Goal
Run a safe WordPress maintenance sequence from the command line — checking for updates, backing up the database, updating core and plugins, and flushing cache in the correct order.
Steps
1. Check for available updates
Before touching anything, see what needs updating. This gives you a clear picture without making any changes.
Returns the current version and available release. Run this first — always know what you’re about to update.
wp core check-update
2. Export the database
A database backup is your safety net before any update. If something breaks, you restore from this file.
Writes a .sql dump to the current directory. On production, move the file off-server immediately after export.
wp db export
3. Update WordPress core
With a backup in place, update the WordPress core files. WP-CLI puts the site into maintenance mode automatically during the update.
Use –minor in scripts to restrict updates to patch releases only — safer on production.
wp core update
4. Update the database schema
Core updates sometimes include database table changes. This step applies any pending schema migrations.
Always run this after wp core update, never before. Schema mismatches cause subtle bugs that are hard to trace.
wp core update-db
5. Update all plugins
With core stable and schema up to date, update plugins. WP-CLI enables maintenance mode automatically for each plugin update.
Use –dry-run first on production to preview which plugins will be updated before committing.
wp plugin update --all
6. Flush the object cache
After updates, stale cached data can serve old markup or broken asset URLs.

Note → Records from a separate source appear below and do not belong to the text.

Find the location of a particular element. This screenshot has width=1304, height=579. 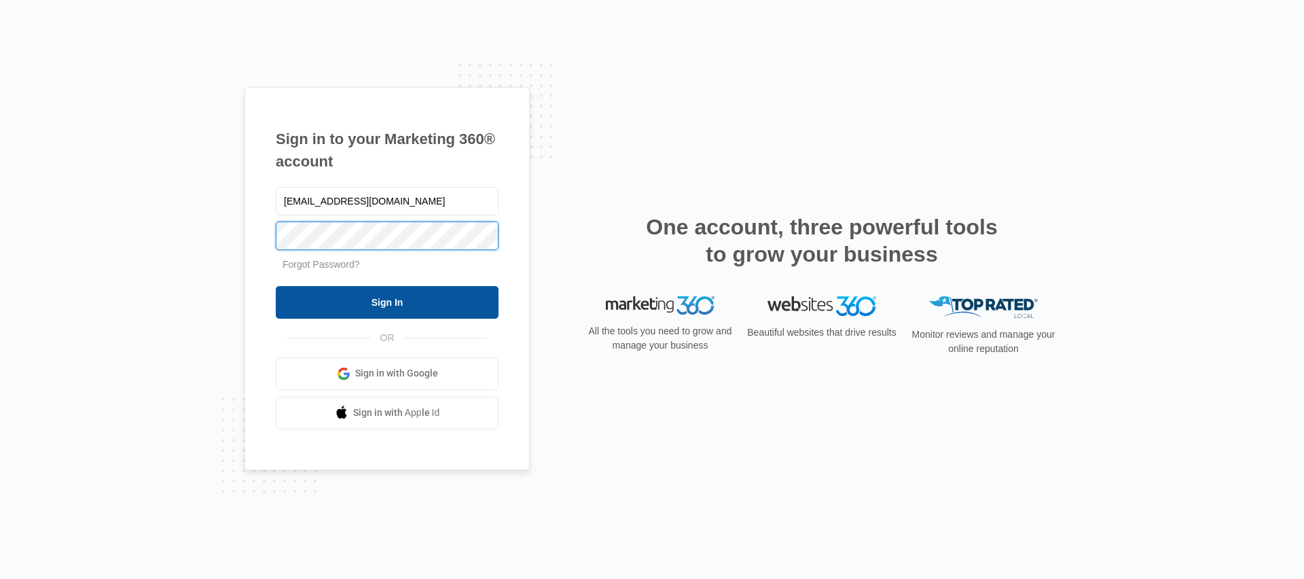

p: All the tools you need to grow and manage your business is located at coordinates (660, 338).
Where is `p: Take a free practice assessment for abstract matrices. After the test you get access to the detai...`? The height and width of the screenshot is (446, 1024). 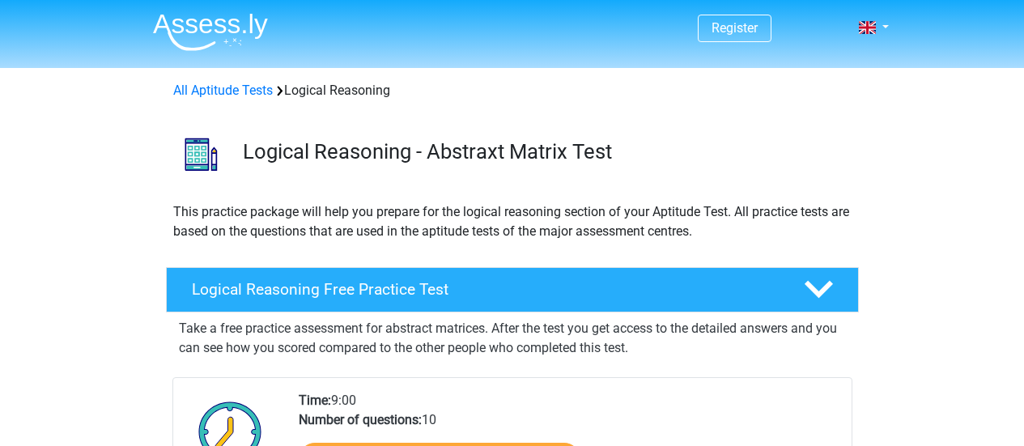 p: Take a free practice assessment for abstract matrices. After the test you get access to the detai... is located at coordinates (513, 338).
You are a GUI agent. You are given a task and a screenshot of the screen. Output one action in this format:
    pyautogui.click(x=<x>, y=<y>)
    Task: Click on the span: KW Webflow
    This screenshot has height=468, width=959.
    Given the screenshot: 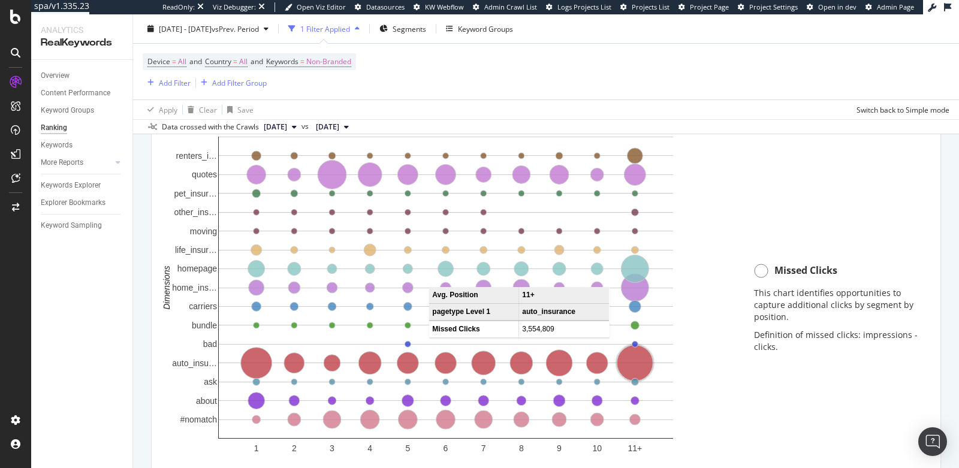 What is the action you would take?
    pyautogui.click(x=444, y=7)
    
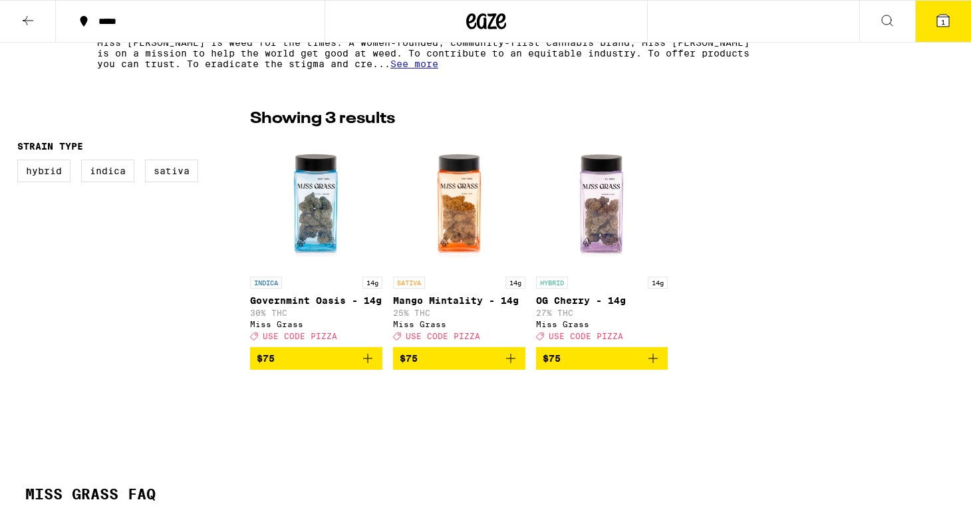 The width and height of the screenshot is (971, 510). Describe the element at coordinates (316, 203) in the screenshot. I see `img: Miss Grass - Governmint Oasis - 14g` at that location.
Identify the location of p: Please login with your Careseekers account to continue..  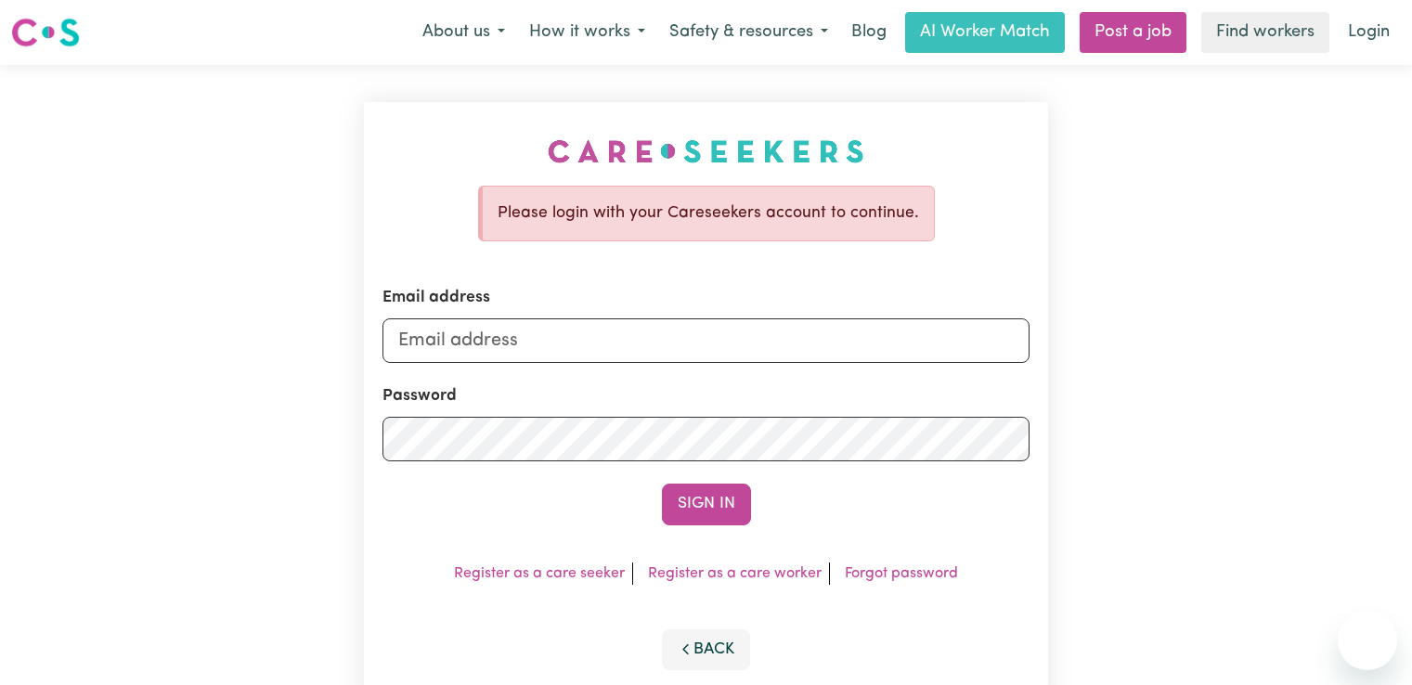
(708, 214).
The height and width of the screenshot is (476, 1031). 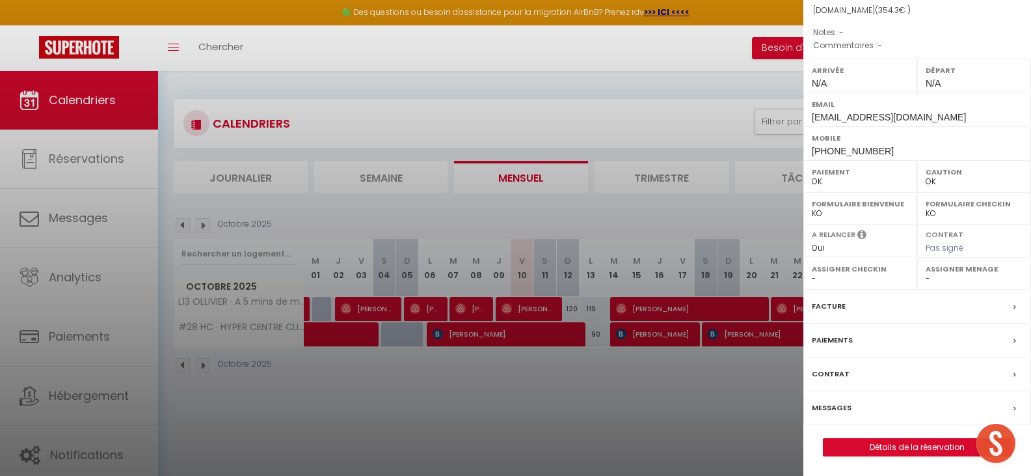 What do you see at coordinates (829, 306) in the screenshot?
I see `label: Facture` at bounding box center [829, 306].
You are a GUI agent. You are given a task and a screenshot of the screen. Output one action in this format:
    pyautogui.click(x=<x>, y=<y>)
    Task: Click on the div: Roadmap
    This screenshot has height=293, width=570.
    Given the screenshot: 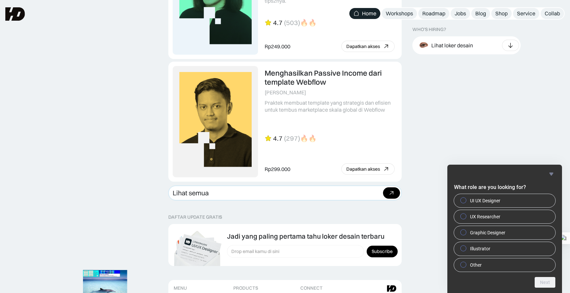 What is the action you would take?
    pyautogui.click(x=434, y=13)
    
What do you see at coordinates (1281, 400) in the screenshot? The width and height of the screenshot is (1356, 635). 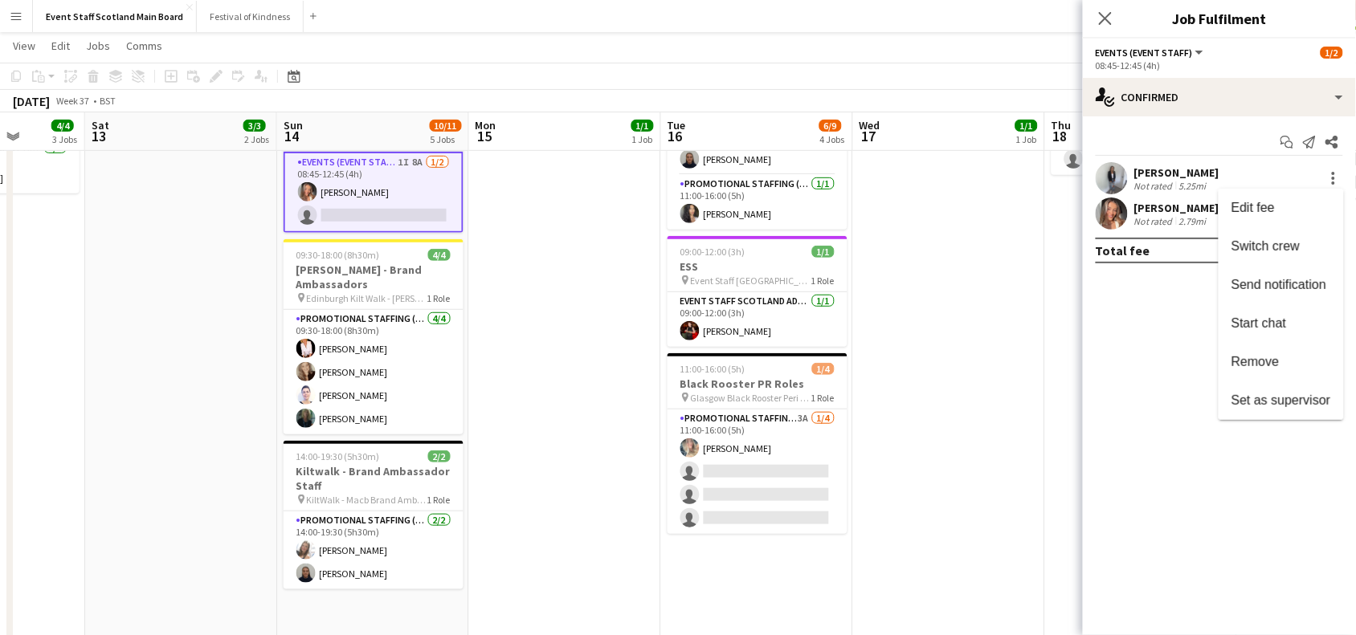 I see `span: Set as supervisor` at bounding box center [1281, 400].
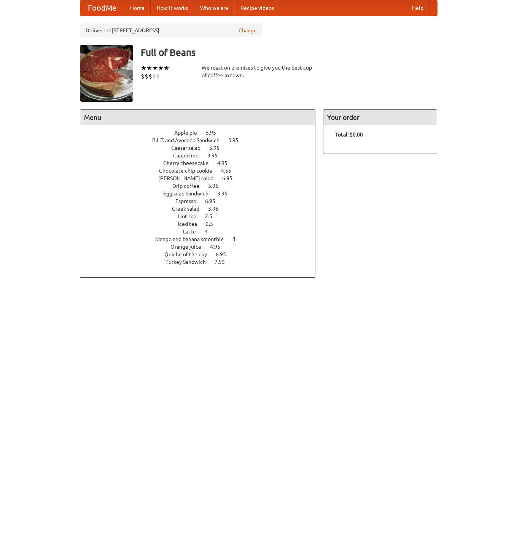 This screenshot has width=517, height=538. Describe the element at coordinates (202, 231) in the screenshot. I see `a: Latte 4` at that location.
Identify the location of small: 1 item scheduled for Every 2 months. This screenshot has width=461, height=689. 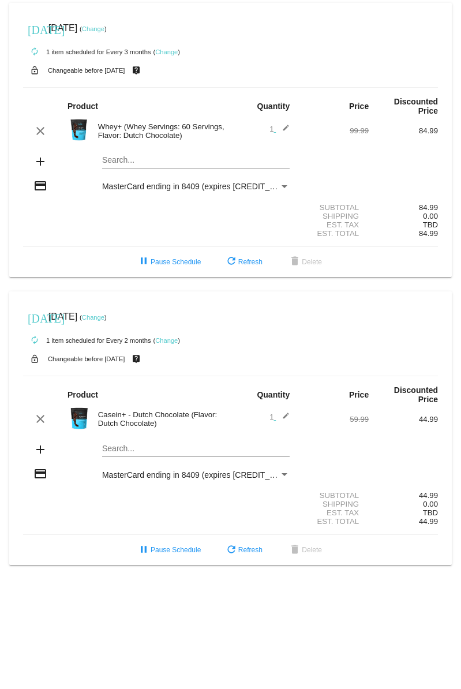
(87, 341).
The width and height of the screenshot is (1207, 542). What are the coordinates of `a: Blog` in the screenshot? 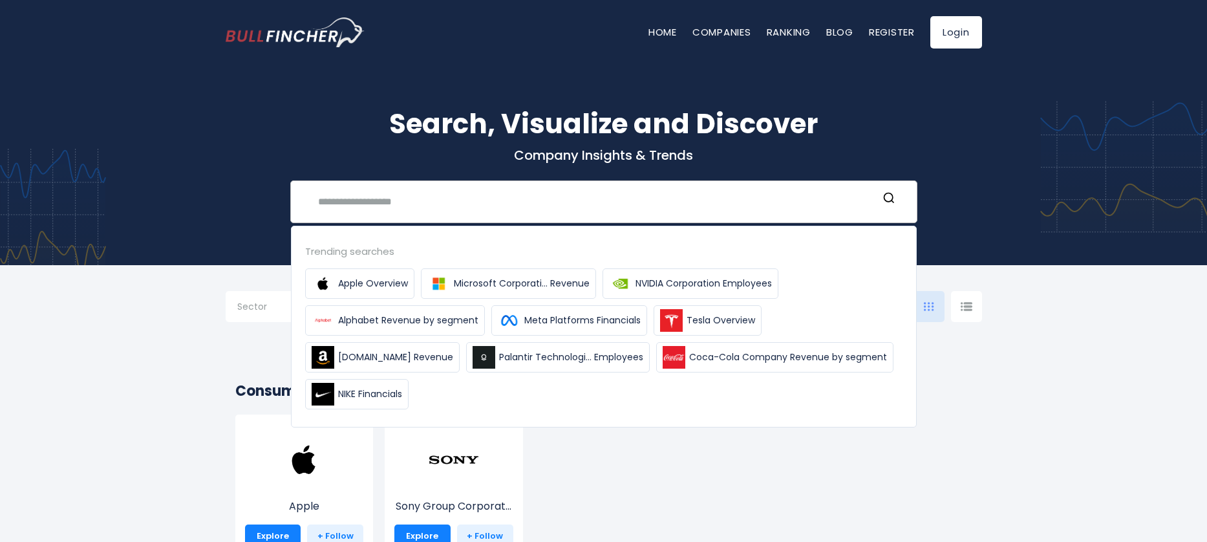 It's located at (840, 32).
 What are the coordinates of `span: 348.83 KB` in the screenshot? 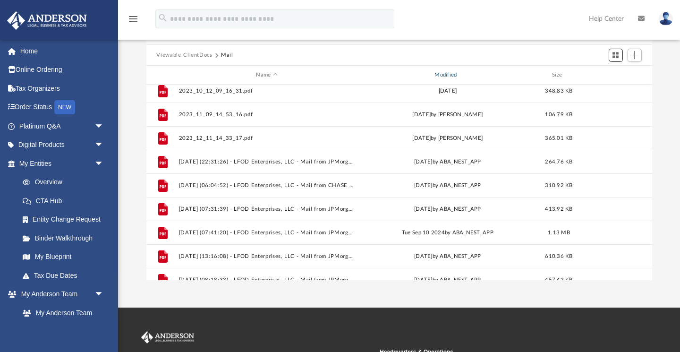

Flushing clears everything and forces a fresh load.
This applies to the WordPress object cache (Redis, Memcached, or the default transient store).
wp cache flush
Common mistakes
- Skipping
wp db exportbefore updating — you lose your rollback option if the update breaks something. - Running
wp core update-dbbeforewp core update— schema migrations reference new core tables that do not exist yet. - Updating plugins before core — plugin updates sometimes require a minimum WordPress version; update core first.
- Not flushing cache after updates — stale object cache can serve old data and mask whether the update succeeded.
- Running
wp core check-updateand skipping the rest — checking is not updating; it only reports what is available.
Real cases
Why must I backup the database before updating WordPress?
Updates modify core files and sometimes the database schema. If the update fails or causes incompatibility with a plugin, restoring from a wp db export dump brings the site back to its pre-update state in seconds.
Why is wp core update-db a separate step?
WordPress core updates sometimes include changes to database table structure. wp core update-db applies these schema migrations. Skipping it can cause undefined behavior — WordPress expects a schema version that does not match what is in the database.
Should I update plugins before or after core?
Always update core first. Plugin updates frequently declare a minimum WordPress version requirement. Updating plugins against an outdated core can trigger PHP errors if the plugin expects functions added in the newer core version.
What does wp cache flush actually clear?
It flushes the WordPress object cache — Redis, Memcached, or the built-in transient store, depending on your server setup. It does not clear browser cache or CDN cache. After major updates, also purge your CDN or page cache plugin separately.
Can I use wp core update –minor on production?
Yes, and it is recommended for automated pipelines. The –minor flag restricts updates to the current major branch (e.g. 6.x → 6.x patch), skipping major version jumps.
How do I preview plugin updates before applying them?
Run wp plugin update --all --dry-run. This shows which plugins have updates available and what versions they would move to, without making any changes.
What if wp core update fails midway?
WordPress enters maintenance mode at the start and exits on success. If the update fails, the .maintenance file may remain and lock the site. Delete it with wp maintenance-mode deactivate or remove .maintenance from the root. Then restore from the database export you made in step 2.